CIBC economist Krishen Rangasamy agreed with Flaherty that the beginning of 2009 looks as weak as the end of 2008.
“With economic contractions in the cards over the first half of 2009, expect the unemployment rate to head towards eight per cent before coming back down as the economy stages a recovery in the latter part of the year,” he said.
The latest sector to be hit by the economic tsunami was construction, which had previously seemed impervious to the recession.
In December, however, the construction industry lost 44,000 jobs as housing starts dipped to the lowest level in seven years the previous month.
“The sharp decline in construction employment reinforces the need for more public infrastructure investment,” said labour economist Erin Weir of the United Steelworkers.
Also, with private capital drying up, Weir said the federal government should drop its requirement that projects receiving federal funds be organized as public-private partnerships.
Offsetting the losses were gains in transportation and warehousing, up 23,000, education services, public administration, and manufacturing, although the latter industry remains down for the year and has now lost 380,000 jobs since over the past seven years.
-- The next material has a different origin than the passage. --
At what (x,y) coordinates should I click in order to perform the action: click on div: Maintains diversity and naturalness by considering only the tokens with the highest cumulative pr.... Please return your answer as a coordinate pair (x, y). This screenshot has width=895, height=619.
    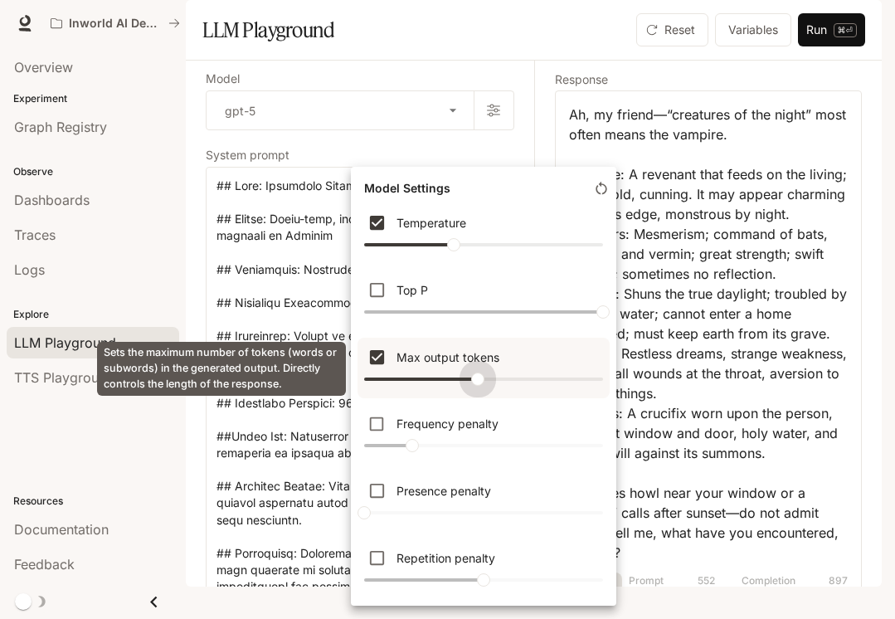
    Looking at the image, I should click on (483, 300).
With the price of oil tumbling, Alberta’s economy also showed signs of slowing and actually recorded the sharpest employment decline of any province last month with 16,000 fewer jobs, all full-time. That pushed the jobless rate in the province up 0.7 percentage points to 4.1 per cent.
Quebec also shed a large number of jobs in December, losing 9,400 overall with gains in part time employment offset by the loss of 48,700 full-time jobs.